ThatsNeato NeatoShop
Enter Keywords:
Index : Product Listings : Product DetailsBack


  View Larger
A Demon of Our Own Design: Markets, Hedge Funds, and the Perils of Financial Innovation
By Richard Bookstaber ( Wiley )
Release Date: 2007-04-06
Average Customer Rating:
List Price: $27.95
Price: $16.77
Eligible for FREE Super Saver Shipping on orders over $25.
Availability: Usually ships in 24 hours
 Add to Cart 

Product Description
Inside markets, innovation, and risk

Why do markets keep crashing and why are financial crises greater than ever before? As the risk manager to some of the leading firms on Wall Street–from Morgan Stanley to Salomon and Citigroup–and a member of some of the world’s largest hedge funds, from Moore Capital to Ziff Brothers and FrontPoint Partners, Rick Bookstaber has seen the ghost inside the machine and vividly shows us a world that is even riskier than we think. The very things done to make markets safer, have, in fact, created a world that is far more dangerous. From the 1987 crash to Citigroup closing the Salomon Arb unit, from staggering losses at UBS to the demise of Long-Term Capital Management, Bookstaber gives readers a front row seat to the management decisions made by some of the most powerful financial figures in the world that led to catastrophe, and describes the impact of his own activities on markets and market crashes. Much of the innovation of the last 30 years has wreaked havoc on the markets and cost trillions of dollars. A Demon of Our Own Design tells the story of man’s attempt to manage market risk and what it has wrought. In the process of showing what we have done, Bookstaber shines a light on what the future holds for a world where capital and power have moved from Wall Street institutions to elite and highly leveraged hedge funds.

Customers Who Bought This Item Also Bought

The Black Swan: The Impact of the Highly Improbable

Capital Ideas Evolving

The Panic of 1907: Lessons Learned from the Market's Perfect Storm

The Trillion Dollar Meltdown: Easy Money, High Rollers, and the Great Credit Crash

Traders, Guns & Money: Knowns and unknowns in the dazzling world of derivatives

Product Reviews:
  A good read in these troubled times we are at 
I read this book back in December 07, the perfect timing for it would have been now, however.
A very simple conclusion from this book is that despite all the good intentions that the current bailout (TARP) might have, what we are doing is creating a new demon that will provoke a new crisis, with a different twist, anytime in the future.
Crisis are inevitable and we cannot go against financial innovations (like in the last 10 years with derivatives, CDS, MBOs, CDOs, etc.)
A better synchronicity among financial institutions and one regulatory agency (not several agencies that do not communicate between themselves as they should) could be a solution.
  Want to understand the current financial crisis? ( john27990 )
Bookstaber has written a cogent, understandable and witty guide to the structural and human underpinnings of the current financial crisis. While this book requires thoughtful reading, it does not assume that the reader is technically savvy about markets or the plethora of financial instruments that have come to have such a dramatic impact on U.S. and world economies. I unhesitatingly recommend this book to anyone wishing a deeper understanding of the problems that can and have been created by financial markets and instruments.


  Thought-provoking reflection on Wall Street risk today ( rolfdobelli )
This book is part memoir, part reflection on risk, part tell-all, part recapitulation of recent financial crises and part polemic. If you fret that all these parts might blur author Richard Bookstaber's objectives and message, you are right, but, if you have the patience, keep reading. Enjoy the somewhat diffuse anecdotes and observations in the first few chapters until you reach the author's straightforward presentation of his case that the U.S. financial system is at risk from complexity and tight coupling. The book would have benefited from a slightly fresher take on the financial crises of the last three decades. However, given the author's years as a risk manager on Wall Street (Morgan Stanley, Salomon Brothers, Citigroup) and as a hedge fund expert (Moore Capital, Ziff Brothers, FrontPoint), his personal experience during fiscal crises and his close view of dramatic turns in the market, getAbstract finds that his diagnosis of systemic problems conveys several important stories and that his analysis deserves your attention.
  GLB 
I have had great difficulty reading this book firstly as I am not a quant nerd. Secondly, the author deems fit to draw comparisons with hedge funds and a host of unrelated topics eg. Chernobyl, Two Mile Island and the military and the Post Office (for heaven's sake)! The less said about the ill fated shuttles the better!! Third, the book is poorly written and/or badly edited as there are many duplications throughout the text an example of which is LTCM which crops up in every other chapter. Nevertheless, I also read the authors' presentation to the oversight committee of Congress where he did a complete about turn and in complete contrast to this book stated that better regulation was the way forward!
Confused? You better believe it!!
  Great Book 
Loving this book. It really brings clarity to all the events that surround financial crises. Got the book on time and in perfect condition.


WORK REQUIRED:
Identify and pull out each line of the entries in which "bbox" occurs.

DATA:
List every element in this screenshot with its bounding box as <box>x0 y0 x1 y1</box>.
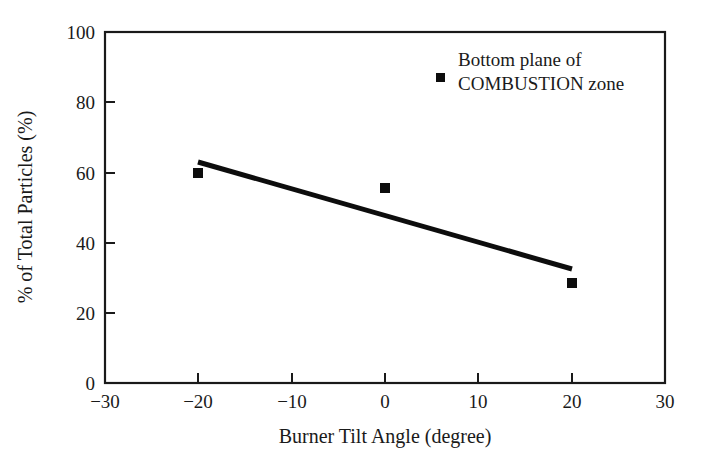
scatter-plot-canvas: 0 20 40 60 80 100 −30 −20 −10 0 10 20 30… <box>0 0 712 465</box>
x-tick-label-0: 0 <box>380 391 390 412</box>
x-tick-label-20: 20 <box>563 391 582 412</box>
y-tick-label-100: 100 <box>67 22 96 43</box>
y-tick-label-20: 20 <box>76 303 95 324</box>
x-tick-label-neg20: −20 <box>183 391 213 412</box>
x-tick-label-30: 30 <box>656 391 675 412</box>
x-tick-label-neg30: −30 <box>90 391 120 412</box>
data-point-marker <box>380 183 390 193</box>
y-axis-title: % of Total Particles (%) <box>14 111 37 304</box>
x-tick-label-10: 10 <box>469 391 488 412</box>
x-axis-title: Burner Tilt Angle (degree) <box>279 425 492 448</box>
legend-marker-icon <box>436 73 445 82</box>
data-point-marker <box>193 168 203 178</box>
data-point-marker <box>567 278 577 288</box>
x-tick-label-neg10: −10 <box>277 391 307 412</box>
y-tick-label-80: 80 <box>76 92 95 113</box>
y-tick-label-60: 60 <box>76 163 95 184</box>
y-tick-label-40: 40 <box>76 233 95 254</box>
legend-label-line2: COMBUSTION zone <box>458 73 624 94</box>
chart-figure: 0 20 40 60 80 100 −30 −20 −10 0 10 20 30… <box>0 0 712 465</box>
legend-label-line1: Bottom plane of <box>458 49 582 70</box>
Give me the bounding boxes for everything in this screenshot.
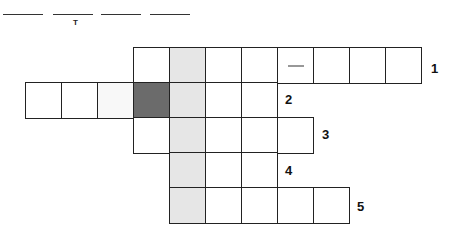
clue-number-1: 1: [431, 62, 438, 75]
cell-r2-c7[interactable]: [242, 83, 278, 118]
clue-number-2: 2: [285, 93, 292, 106]
crossword-row-5: [169, 187, 350, 224]
crossword-row-2: [25, 82, 278, 119]
cell-r3-c5[interactable]: [278, 118, 314, 153]
cell-r2-c3[interactable]: [98, 83, 134, 118]
cell-r1-c6[interactable]: [314, 48, 350, 83]
cell-r5-c3[interactable]: [242, 188, 278, 223]
cell-r5-c1-keyword[interactable]: [170, 188, 206, 223]
cell-r4-c2[interactable]: [206, 153, 242, 188]
cell-r5-c2[interactable]: [206, 188, 242, 223]
answer-blank-1[interactable]: [3, 14, 43, 15]
cell-r2-c4-highlighted[interactable]: [134, 83, 170, 118]
clue-number-5: 5: [357, 200, 364, 213]
cell-r3-c2-keyword[interactable]: [170, 118, 206, 153]
crossword-row-1: [133, 47, 422, 84]
cell-r2-c1[interactable]: [26, 83, 62, 118]
cell-r1-c4[interactable]: [242, 48, 278, 83]
cell-r1-c7[interactable]: [350, 48, 386, 83]
cell-r3-c1[interactable]: [134, 118, 170, 153]
cell-r1-c2-keyword[interactable]: [170, 48, 206, 83]
cell-r1-c1[interactable]: [134, 48, 170, 83]
cell-r2-c6[interactable]: [206, 83, 242, 118]
cell-r4-c3[interactable]: [242, 153, 278, 188]
hyphen-mark: [288, 65, 304, 66]
cell-r1-c3[interactable]: [206, 48, 242, 83]
answer-hint-letter: T: [73, 18, 78, 27]
answer-blank-2[interactable]: [53, 14, 93, 15]
cell-r5-c4[interactable]: [278, 188, 314, 223]
clue-number-3: 3: [322, 128, 329, 141]
crossword-row-4: [169, 152, 278, 189]
answer-blank-3[interactable]: [101, 14, 141, 15]
cell-r4-c1-keyword[interactable]: [170, 153, 206, 188]
cell-r3-c4[interactable]: [242, 118, 278, 153]
cell-r2-c2[interactable]: [62, 83, 98, 118]
crossword-row-3: [133, 117, 314, 154]
cell-r1-c8[interactable]: [386, 48, 422, 83]
cell-r3-c3[interactable]: [206, 118, 242, 153]
cell-r1-c5[interactable]: [278, 48, 314, 83]
answer-blank-4[interactable]: [150, 14, 190, 15]
cell-r2-c5-keyword[interactable]: [170, 83, 206, 118]
clue-number-4: 4: [285, 164, 292, 177]
cell-r5-c5[interactable]: [314, 188, 350, 223]
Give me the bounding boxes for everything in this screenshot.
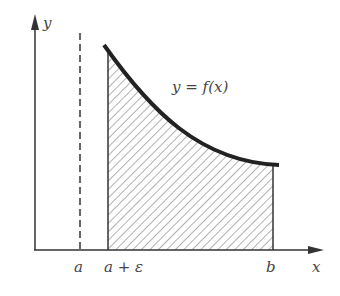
tick-label-a: a bbox=[74, 258, 83, 276]
x-axis-label: x bbox=[312, 258, 321, 276]
tick-label-a-plus-epsilon: a + ε bbox=[104, 258, 143, 276]
y-axis bbox=[31, 14, 39, 250]
diagram-canvas: y x a a + ε b y = f(x) bbox=[0, 0, 340, 296]
improper-integral-diagram: y x a a + ε b y = f(x) bbox=[0, 0, 340, 296]
tick-label-b: b bbox=[266, 258, 276, 276]
curve-label: y = f(x) bbox=[171, 78, 228, 96]
y-axis-label: y bbox=[42, 14, 52, 32]
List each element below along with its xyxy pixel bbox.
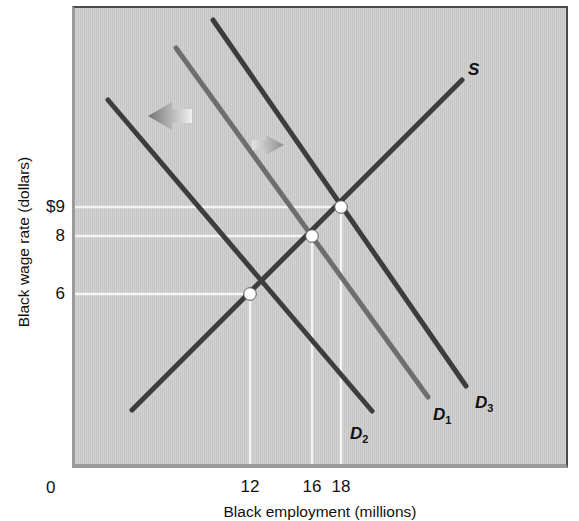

EXPECTED ANSWER:
tick-label-a: a bbox=[74, 258, 83, 276]
x-axis-label: x bbox=[312, 258, 321, 276]
tick-label-a-plus-epsilon: a + ε bbox=[104, 258, 143, 276]
y-axis bbox=[31, 14, 39, 250]
diagram-canvas: y x a a + ε b y = f(x) bbox=[0, 0, 340, 296]
improper-integral-diagram: y x a a + ε b y = f(x) bbox=[0, 0, 340, 296]
tick-label-b: b bbox=[266, 258, 276, 276]
curve-label: y = f(x) bbox=[171, 78, 228, 96]
y-axis-label: y bbox=[42, 14, 52, 32]
List each element below along with its xyxy pixel bbox.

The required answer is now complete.